See a video of cellist and composer Daniel Sperry perform William Stafford’s poem, “The Way It Is.”

And see William Stafford’s last poem: “Are you Mr. William Stafford?” also performed by Daniel Sperry.

This post sheds additional light on the notion of following a thread: William Stafford’s poetry lightened his life having woven a parachute out of everything broken.

In this post, William Stafford prescribed creative writing to find your own voice and reveal your inner light, I mention that Kim Stafford used the lines of the poem, The Way It Is, as chapter headings in his wonderful biography, Early Morning: Remembering My Father, William Stafford.
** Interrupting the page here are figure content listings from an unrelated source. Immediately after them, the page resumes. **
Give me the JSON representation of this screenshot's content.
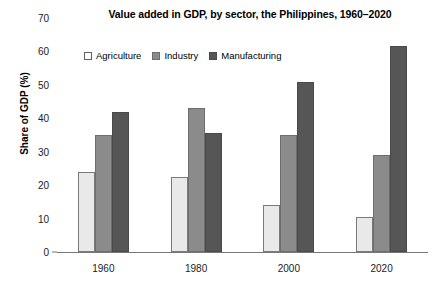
{
  "chart_data": {
    "type": "bar",
    "title": "Value added in GDP, by sector, the Philippines, 1960–2020",
    "xlabel": "",
    "ylabel": "Share of GDP (%)",
    "categories": [
      "1960",
      "1980",
      "2000",
      "2020"
    ],
    "ylim": [
      0,
      70
    ],
    "yticks": [
      0,
      10,
      20,
      30,
      40,
      50,
      60,
      70
    ],
    "ytick_labels": [
      "0",
      "10",
      "20",
      "30",
      "40",
      "50",
      "60",
      "70"
    ],
    "grid": false,
    "legend_position": "upper-left-inside",
    "series": [
      {
        "name": "Agriculture",
        "color": "#e9e9e9",
        "values": [
          24,
          22.5,
          14,
          10.5
        ]
      },
      {
        "name": "Industry",
        "color": "#8b8b8b",
        "values": [
          35,
          43,
          35,
          29
        ]
      },
      {
        "name": "Manufacturing",
        "color": "#565656",
        "values": [
          42,
          35.5,
          51,
          61.5
        ]
      }
    ]
  }
}
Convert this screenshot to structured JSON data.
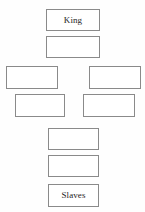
{
  "diagram": {
    "type": "hierarchy-cross-diagram",
    "background_color": "#fefefe",
    "border_color": "#8a8a8a",
    "text_color": "#1d1d1d",
    "canvas": {
      "width": 145,
      "height": 212
    },
    "nodes": [
      {
        "id": "node-king",
        "name": "king-box",
        "label": "King",
        "row": 1,
        "position": "center",
        "x": 46,
        "y": 9,
        "width": 54,
        "height": 22
      },
      {
        "id": "node-rank-2",
        "name": "rank-2-box",
        "label": "",
        "row": 2,
        "position": "center",
        "x": 46,
        "y": 36,
        "width": 54,
        "height": 22
      },
      {
        "id": "node-rank-3-left",
        "name": "rank-3-left-box",
        "label": "",
        "row": 3,
        "position": "left",
        "x": 6,
        "y": 66,
        "width": 52,
        "height": 23
      },
      {
        "id": "node-rank-3-right",
        "name": "rank-3-right-box",
        "label": "",
        "row": 3,
        "position": "right",
        "x": 89,
        "y": 66,
        "width": 52,
        "height": 23
      },
      {
        "id": "node-rank-4-left",
        "name": "rank-4-left-box",
        "label": "",
        "row": 4,
        "position": "left",
        "x": 15,
        "y": 94,
        "width": 50,
        "height": 23
      },
      {
        "id": "node-rank-4-right",
        "name": "rank-4-right-box",
        "label": "",
        "row": 4,
        "position": "right",
        "x": 83,
        "y": 94,
        "width": 52,
        "height": 23
      },
      {
        "id": "node-rank-5",
        "name": "rank-5-box",
        "label": "",
        "row": 5,
        "position": "center",
        "x": 48,
        "y": 128,
        "width": 51,
        "height": 22
      },
      {
        "id": "node-rank-6",
        "name": "rank-6-box",
        "label": "",
        "row": 6,
        "position": "center",
        "x": 48,
        "y": 155,
        "width": 51,
        "height": 22
      },
      {
        "id": "node-slaves",
        "name": "slaves-box",
        "label": "Slaves",
        "row": 7,
        "position": "center",
        "x": 48,
        "y": 184,
        "width": 51,
        "height": 23
      }
    ]
  }
}
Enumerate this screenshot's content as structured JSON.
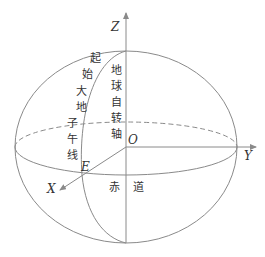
{
  "diagram": {
    "axes": {
      "z_label": "Z",
      "y_label": "Y",
      "x_label": "X",
      "origin_label": "O"
    },
    "points": {
      "e_label": "E"
    },
    "labels": {
      "meridian_chars": [
        "起",
        "始",
        "大",
        "地",
        "子",
        "午",
        "线"
      ],
      "rotation_axis_chars": [
        "地",
        "球",
        "自",
        "转",
        "轴"
      ],
      "equator_chars": [
        "赤",
        "道"
      ]
    },
    "colors": {
      "line": "#8a8a8a",
      "text": "#333333",
      "background": "#ffffff"
    }
  }
}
Listen to an audio recording of William Stafford reciting The Way It Is.

— Written and compiled (citing sources) by Ken Chawkin for The Uncarved Blog.

Transformed—my first haiku

September 2, 2009

Transformed
(my first haiku)

Caterpillars spin
increments of commitment;
Butterflies fly free!

© Ken Chawkin

Published in The Dryland Fish, An Anthology of Contemporary Iowa Poets, 2003, within 13 Ways to Write Haiku: A Poet’s Dozen.

Written around 25 years later, In the Parkview Cave, seems relevant here.

Watch this NOVA documentary: The Incredible Journey of the Butterflies.

See this later post: Japanese culture: poetic aesthetics, artistry, and martial arts, inspired me to write haiku and tanka.